Museum open Wed, Sat, Sun 12-17.
Morbus 2.4.–21.9.2025
In the spring and summer of 2025 Morbus fills Villa Gyllenberg with contemporary art that explores the theme of illness and getting sick. How do we relate to the body and illness in our performance-oriented and health-obsessed culture? We fear illness and the decay of the body. We believe we can control our bodies and monitor our health with the help of various devices and applications. We have become the scriptwriters of our bodies. Through diet, exercise, drugs, beauty treatments and surgeries, we strive for unrealistic physical perfection. The body and our health have become a life-filling project where there is no room for reflection on vulnerability and mortality. In our exercise addiction, we imagine that we are immortal and immune to diseases.
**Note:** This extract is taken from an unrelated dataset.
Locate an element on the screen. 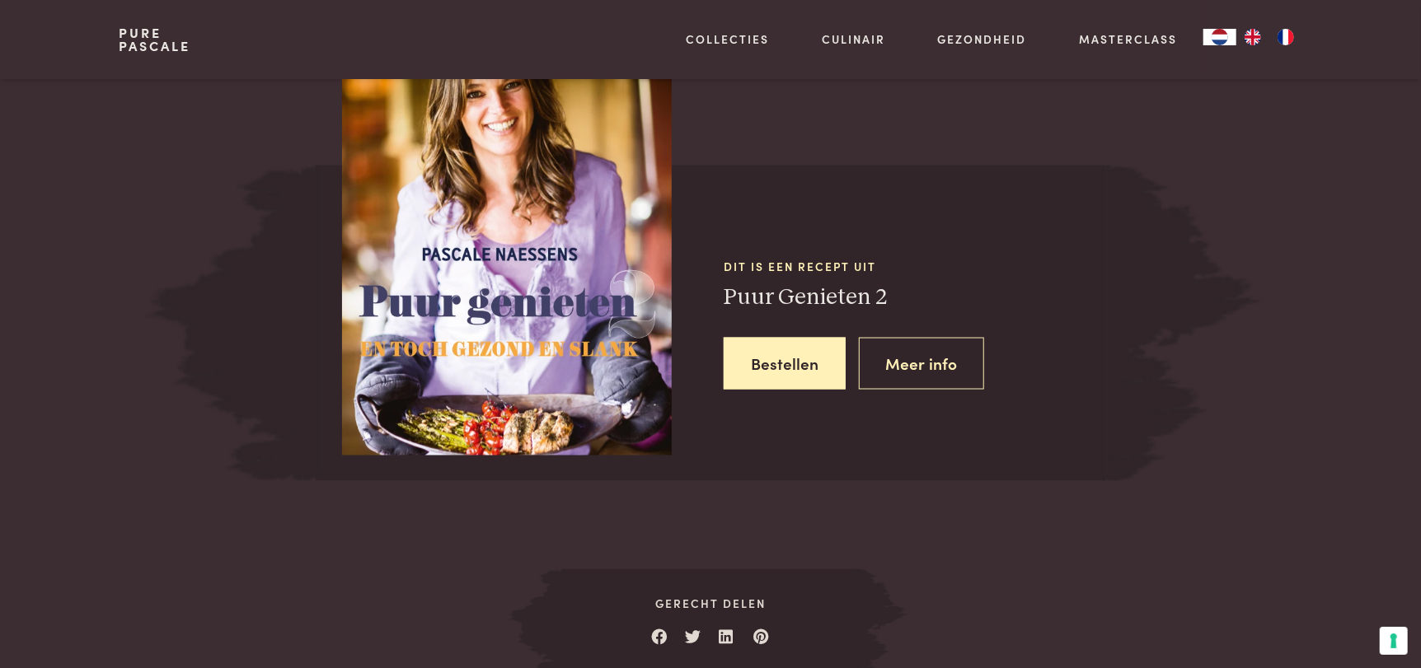  button: Uw voorkeuren voor toestemming voor trackingtechnologieën is located at coordinates (1393, 641).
The sight of blood and internal organs under the skin disgusts us, yet at the same time they fascinate us, as evidenced by the popularity of horror movies, for example. Artists have been selected for the exhibition who deal with corporeality or illness in their works: getting sick, medicalisation, internal organs, body parts and mental health. Art can be a way for both creators and viewers of art to face their fears related to illness, the weakening of the body's and the mind's ability to function, and death. The fragility and inadequacy that are components of being sick remind us of our mortality and foster compassion for one another. The art presented in the exhibition ponders whether we can also find beauty inside our body, even in its illness?
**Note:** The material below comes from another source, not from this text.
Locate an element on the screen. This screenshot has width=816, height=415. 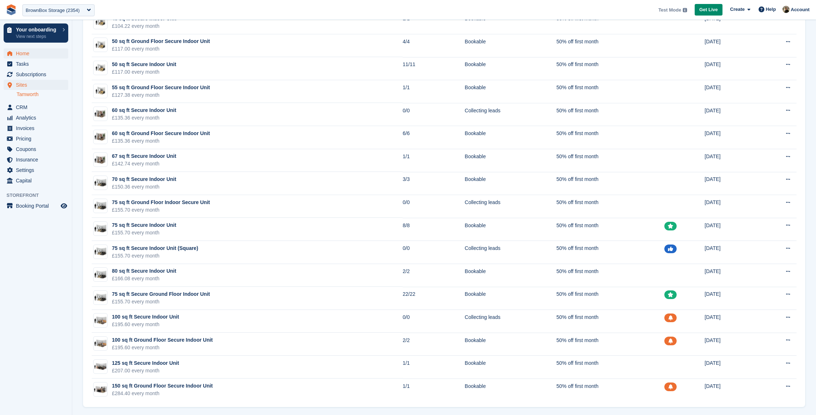
p: View next steps is located at coordinates (37, 36).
The curator of the exhibition, artist Magdalena Åberg, has selected works by fifteen contemporary artists and a few older works for the exhibition. Installations, paintings, sculptures and photographs fill the gallery space of Villa Gyllenberg and partially spread into the home museum as well.
The artists presented in the exhibition are: Oscar Chan Yik Long, Saara Ekström, Raija Jokinen, Ulla Jokisalo, Tapani Kokko, Ida Koitila, Henrika Lax, Johanna Naukkarinen, Eeti Piironen, Jyrki Riekki, Mari Sunna, Pauliina Turakka-Purhonen, Hanna Vihriälä, Viggo Wallensköld and Magdalena Åberg, as well as Albert Edelfelt, Helene Schjerfbeck and Rafael Wardi.
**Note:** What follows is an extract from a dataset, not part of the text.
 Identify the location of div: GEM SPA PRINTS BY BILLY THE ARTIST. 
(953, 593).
Morbus is Latin and means disease or illness. The exhibition was inspired by the medical research support activities of the Signe and Ane Gyllenberg Foundation, which runs the museum. The founders were interested in the connection between the mind and the body, and the foundation continues to support psychosomatic medicine by awarding substantial grants.
Picture: Magdalena Åberg, Entrails 1 (Chirrosis), 2019, oil on wood, 89,5 x 122 cm, owned by the artist. Photo: Jussi Tiainen.